The UI seems hugely wasteful in terms of both screen real estate and user interaction. Why not a table with columns of checkboxes? Then we'd be able to sort and filter and count and compare. You could select a row and there could be a sidebar with lots more information about that company.
What's the point of the circle icon indicating the number of revenue categories? Until you look at a few it'd be easy to imagine it's a pie chart. All it indicates is a cardinality, so why not simply display a number? Except even that doesn't make sense because (a) we can already see at a glance how many revenue-bubbles are highlighted, and (b) how is that a meaningful number anyway?
I shouldn't have to click on the "x" to dismiss a popup info card. That's a small target, which slows me down when I want to click through a bunch of the "bottle caps". Clicking anywhere outside the card should dismiss it. This is a common idiom on the web. Better yet, clicking on any "bottle cap" should immediately pop up the "baseball card" for that company, without my having to first dismiss the previously shown "baseball card".
The link goes to the mobile version of the article, which (at least on my desktop Safari) doesn't show two elements, an image and a video, which are really needed for the text to make sense.
If it's possible to edit the link, I recommend replacing it with the non-mobile version:
GOOD's mobile site needs work. Even though the article has a large number of social media shares and is decently positioned on the non-mobile home page, you won't find it anywhere at http://m.good.is no matter how many times you click or tap "load more stories."
I often find Charlie Rose annoying but I'm liking this interview too. I think it's that Charlie sits back and lets Isaacson give his full, fleshed-out answers, instead of interrupting.
> If you want to learn to code and build stuff and you’re starting by asking someone else what you should do, you’re already thinking about it the wrong way.
If someone asks for help and this is the first thing you say, you're already thinking about it the wrong way.
What is their background? Their aptitude? Why do they want to learn? How do they learn best? Are their expectations reasonable? In short, what would be the smartest way to help this individual? One suboptimal way is to post essentially a multi-paragraph lmgtfy and assume that everybody will hound down the knowledge they need with the same geeky obsessiveness you would.
Edit: I meant to mention that remark about getting a Mac. "Embarrassed" to have considered anything else? I'm a big Mac fan (Cocoa developer) but that is ridiculous enough that I'm tempted to see the whole post as a joke.
Number one deterrent to me using Word: no support for emacs navigation keystrokes, which are near-universal on the Mac. I don't use actual emacs, but I've come to rely heavily on those keystrokes.
What's the point of the circle icon indicating the number of revenue categories? Until you look at a few it'd be easy to imagine it's a pie chart. All it indicates is a cardinality, so why not simply display a number? Except even that doesn't make sense because (a) we can already see at a glance how many revenue-bubbles are highlighted, and (b) how is that a meaningful number anyway?
I shouldn't have to click on the "x" to dismiss a popup info card. That's a small target, which slows me down when I want to click through a bunch of the "bottle caps". Clicking anywhere outside the card should dismiss it. This is a common idiom on the web. Better yet, clicking on any "bottle cap" should immediately pop up the "baseball card" for that company, without my having to first dismiss the previously shown "baseball card".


Your task => What's needed is a word-for-word retyping of the entries below, pictures omitted.

Phrase grounding data:
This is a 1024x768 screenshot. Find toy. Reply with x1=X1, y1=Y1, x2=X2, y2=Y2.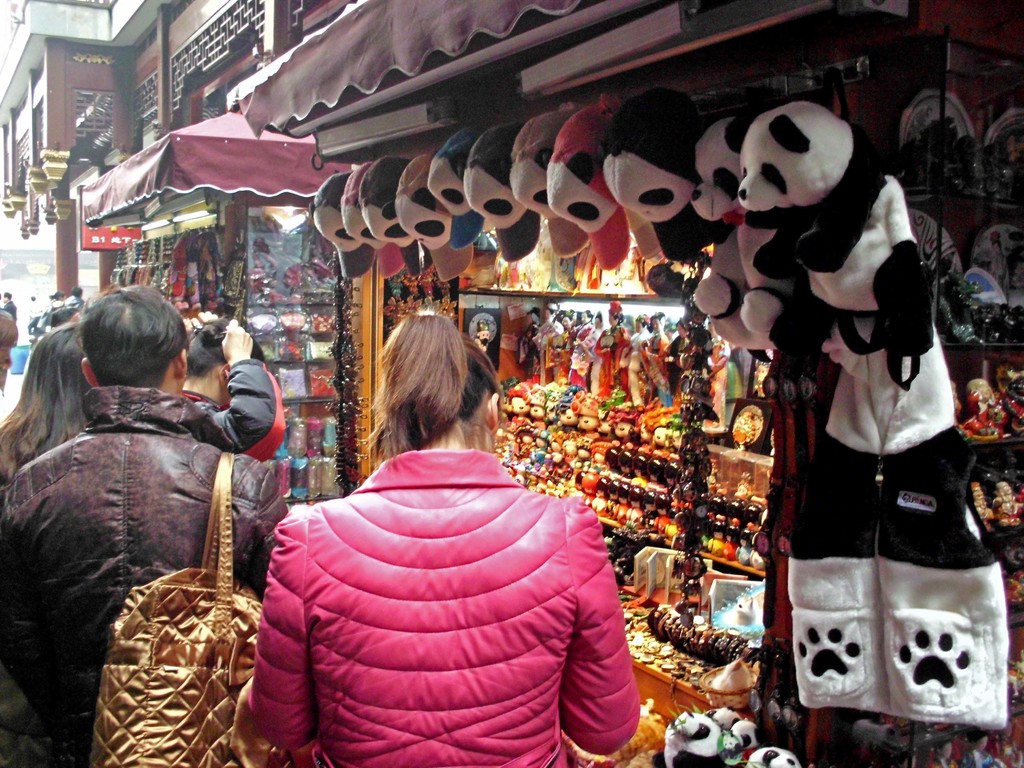
x1=663, y1=705, x2=756, y2=767.
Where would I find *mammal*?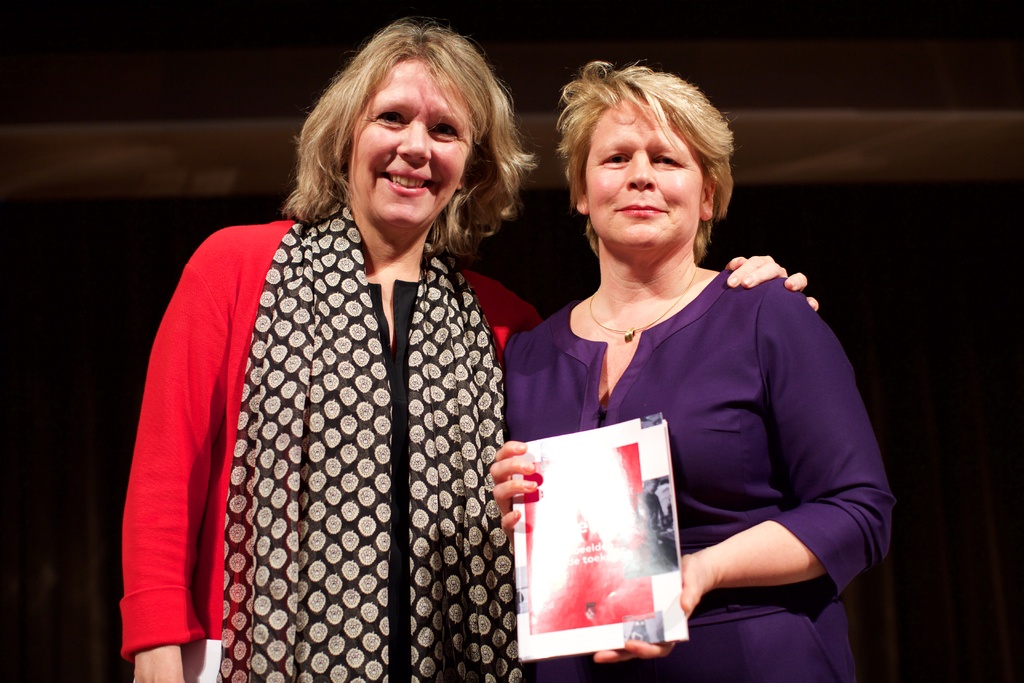
At 121:15:819:682.
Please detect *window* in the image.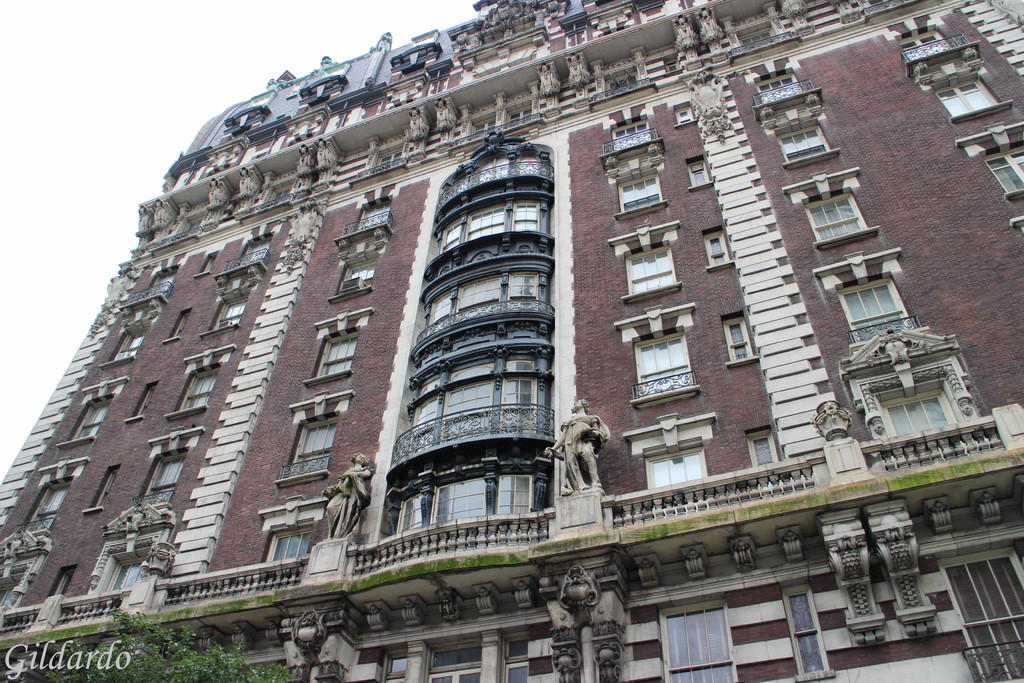
742,426,778,473.
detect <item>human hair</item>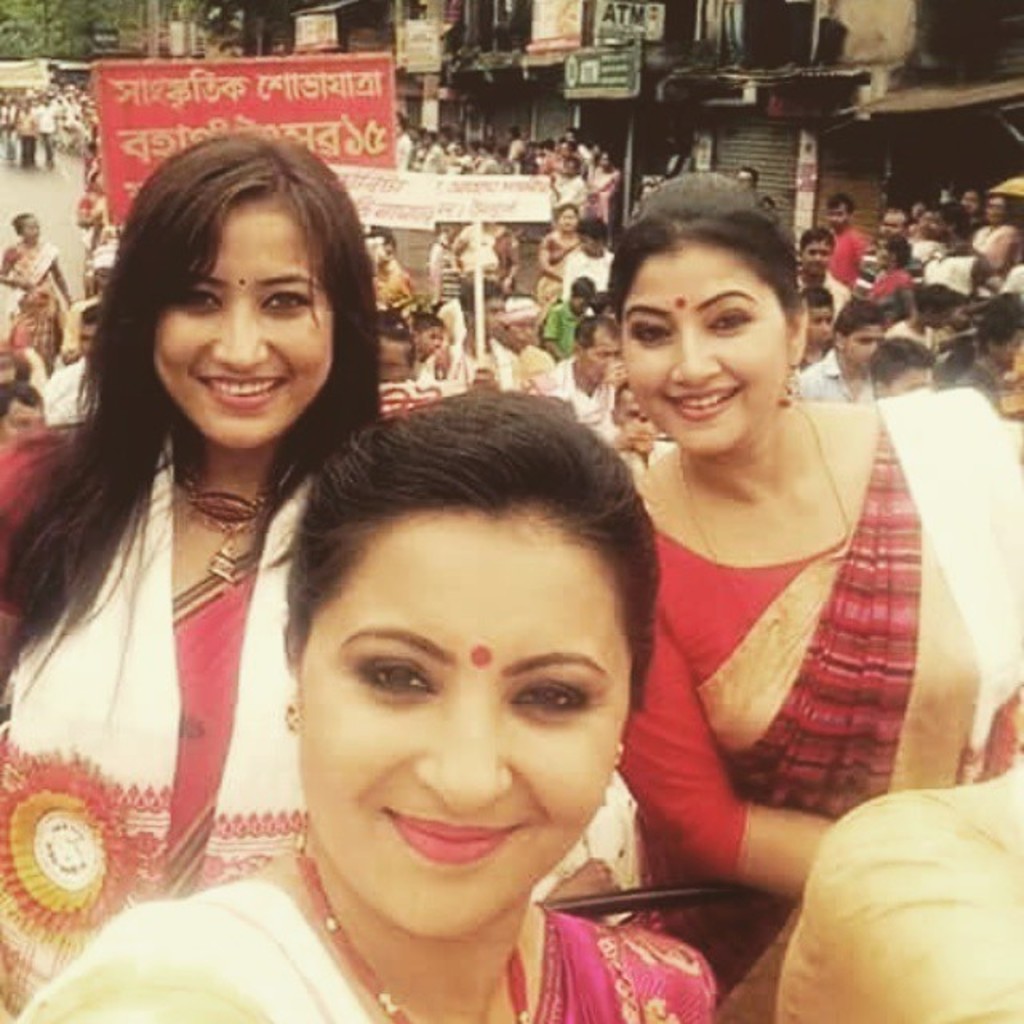
[813, 298, 890, 344]
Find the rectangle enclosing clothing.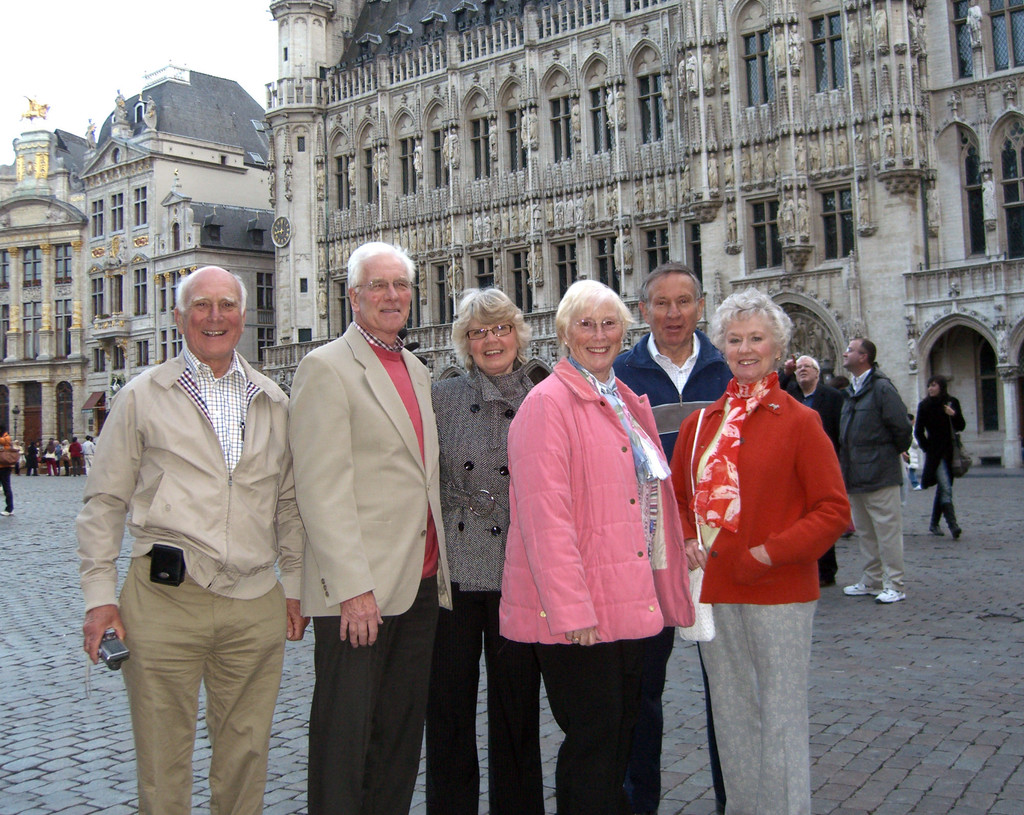
(left=276, top=316, right=466, bottom=814).
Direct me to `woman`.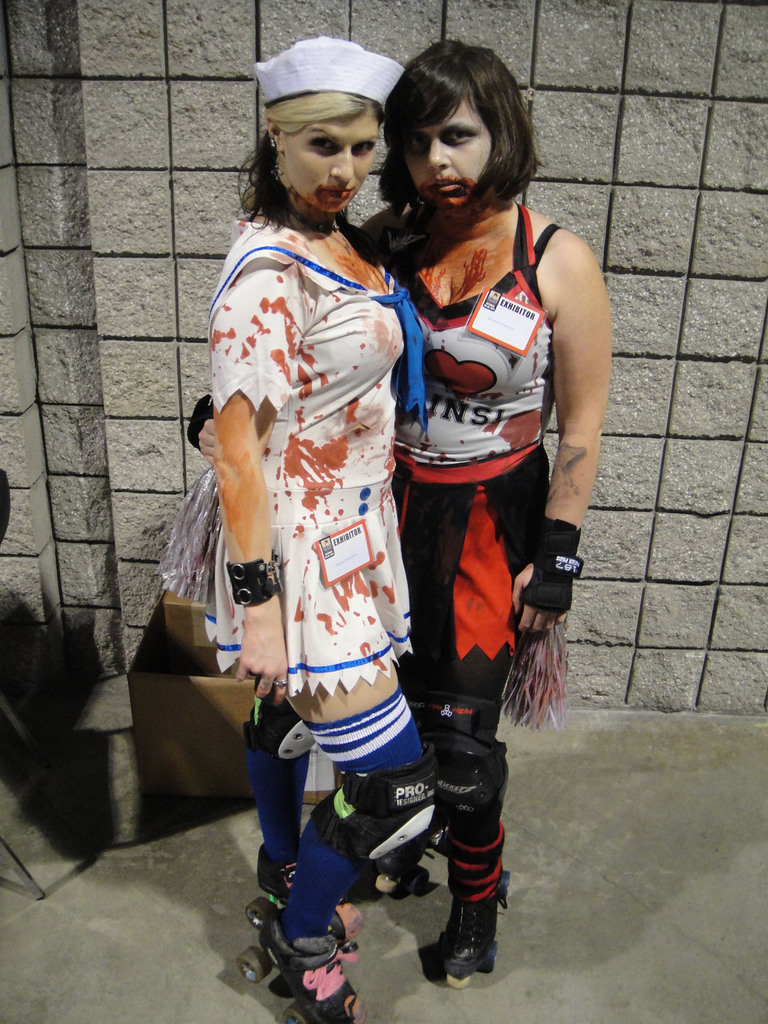
Direction: select_region(353, 36, 611, 989).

Finished task =>
This is a 1024x768 screenshot. Find toy. Reply with x1=X1, y1=Y1, x2=X2, y2=Y2.
x1=663, y1=705, x2=756, y2=767.
Where would I find *mammal*?
At 121:15:819:682.
Please detect *window* in the image.
742,426,778,473.
detect <item>human hair</item>
[813, 298, 890, 344]
Find the rectangle enclosing clothing.
(left=276, top=316, right=466, bottom=814).
Direct me to `woman`.
Direction: select_region(353, 36, 611, 989).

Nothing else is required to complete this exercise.